Which is the best free engine just running on a “crappy laptop”? Well one bloke tried this interesting experiment and found out!

https://www.chess.com/forum/view/general/best-free-chess-engine-2021-double-round-robin-tournament

Stockfish 14 was the clear winner. So if you want to Keep It Simple Stupid, then just download Stockfish.

Here is the CCRL ranking list of engines :-

https://www.computerchess.org.uk/ccrl/4040/rating_list_all.html

– and here is one of the CEGT ranking lists :-

http://www.cegt.net/40_40%20Rating%20List/40_40%20SingleVersion/rangliste.html

This is where the people on Reddit, the front page of the internet, say they will watch the Candidates :-

Many say they will watch chess24 with Judit Polgar, Jan Gustafsson, or chess.com with Danny Rensch, Daniel Naroditsky and Robert Hess commentating.

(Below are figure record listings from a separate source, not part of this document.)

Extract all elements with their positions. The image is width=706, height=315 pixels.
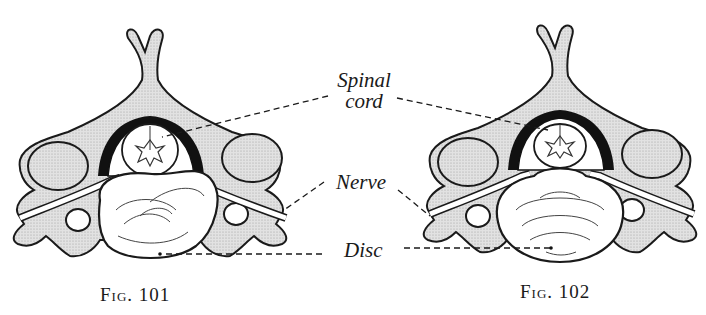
label-nerve: Nerve [336,172,386,193]
caption-fig-101: Fig. 101 [100,284,170,306]
caption-fig-102: Fig. 102 [520,281,590,303]
label-spinal-cord: Spinal cord [333,70,395,112]
label-disc: Disc [344,240,383,261]
spinal-cord-fig-101 [122,124,178,176]
leader-nerve-101 [284,182,324,210]
facet-left [28,142,88,190]
foramen-left [66,209,90,231]
spinal-cord-fig-102 [534,124,586,168]
disc-fig-101 [99,171,218,258]
diagram-canvas [0,0,706,315]
facet-right [622,130,682,178]
facet-right [222,134,282,182]
facet-left [438,138,498,186]
leader-nerve-102 [398,190,430,216]
vertebra-fig-101 [14,29,287,258]
vertebra-fig-102 [424,25,697,262]
foramen-left [466,205,490,227]
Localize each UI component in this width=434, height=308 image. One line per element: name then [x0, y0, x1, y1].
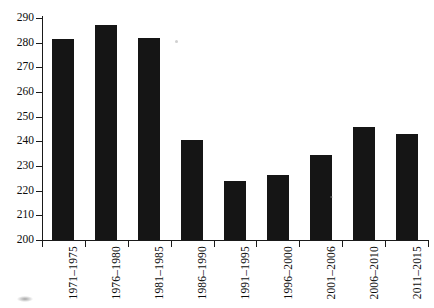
bar	[181, 140, 203, 240]
x-axis-category-label: 1986–1990	[197, 246, 208, 300]
x-axis-tick	[299, 241, 300, 247]
scan-artifact-smudge	[17, 296, 33, 302]
bar-chart: 200210220230240250260270280290 1971–1975…	[0, 0, 434, 308]
x-axis-tick	[85, 241, 86, 247]
x-axis-tick	[214, 241, 215, 247]
x-axis-tick	[385, 241, 386, 247]
x-axis-tick	[256, 241, 257, 247]
bar	[138, 38, 160, 240]
x-axis-tick	[128, 241, 129, 247]
x-axis-tick	[342, 241, 343, 247]
x-axis-category-label: 2011–2015	[412, 246, 423, 299]
x-axis-category-label: 1991–1995	[240, 246, 251, 300]
x-axis-category-label: 2001–2006	[326, 246, 337, 300]
x-axis-category-label: 1981–1985	[154, 246, 165, 300]
bar	[95, 25, 117, 240]
x-axis-tick	[42, 241, 43, 247]
bar	[52, 39, 74, 240]
bar	[353, 127, 375, 240]
bar	[310, 155, 332, 240]
x-axis-category-label: 2006–2010	[369, 246, 380, 300]
scan-artifact-speck	[175, 40, 178, 43]
x-axis-category-label: 1976–1980	[111, 246, 122, 300]
scan-artifact-speck	[330, 196, 333, 198]
bar	[224, 181, 246, 240]
bar	[396, 134, 418, 240]
bar	[267, 175, 289, 240]
bars-layer	[0, 0, 434, 241]
x-axis-category-label: 1996–2000	[283, 246, 294, 300]
x-axis-tick	[428, 241, 429, 247]
x-axis-category-label: 1971–1975	[68, 246, 79, 300]
x-axis-tick	[171, 241, 172, 247]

Personally I’m hoping that Vishy Anand, or Peter Svidler, or David Howell and Jovanka Houska will appear to commentate somewhere. Magnus Carlsen is rumoured to be dropping in to visit Judit and Jan. If I had Russian then of course I’d watch Vladimir Kramnik’s commentary. I’m really not quite sure how come Peter Svidler’s English is more idiomatic than mine… He loves cricket (not me I’m a footy man), wants to open for England at Lord’s, and uses English vernacular like “half-decent”, “gobsmacked”, etc. He is surely the most drily amusing commentator, and he’s half-decent at chess too, having won the Russian championship 8 times!

In 1977, Monty Newborn (President of the ICCA, the International Computer Chess Association, from 1983-1986) said “In the past Grandmasters came to our computer tournaments to laugh. Today they come to watch. Soon they will come to learn.” He was not wrong! Already a free chess engine like Stockfish, running on a bog standard laptop, can defeat the World Chess Champion.

For post-game analysis, I like “Agadmator” of Croatia (real name Antonio Radić, Elo 1967) on Youtube, he is not the strongest OTB (over the board) player, but his presentation is very good. Obviously, most commentators analyse using computer engines, which is a great leveller. Most commentators during the games don’t like at all to use an engine, because it feels much more realistic to put yourself in the shoes of the players, who cannot play like engines, and it feels like cheating! But after the game is over, it is a fair cop to use a computer engine to analyse. Agadmator has a staggering 1.2 million subscribers (until recently the most popular YT chess channel), so he must be doing something right! He’s very good at systematically going through variations in a clear fashion :-

Even better though, and by far and away the best English language commentator for post-mortem analysis, is English GM Danny King (2466), of the PowerPlayChess Youtube channel. Danny King is a bona fide GM as well as being a diamond geezer, and that helps a lot as he has the GM’s deep understanding of a position. Anybody can use a top engine, but a GM will utilise it better as engines can’t do everything, and they sometimes need to have moves suggested to them. He has 90k subscribers but deserves a lot more.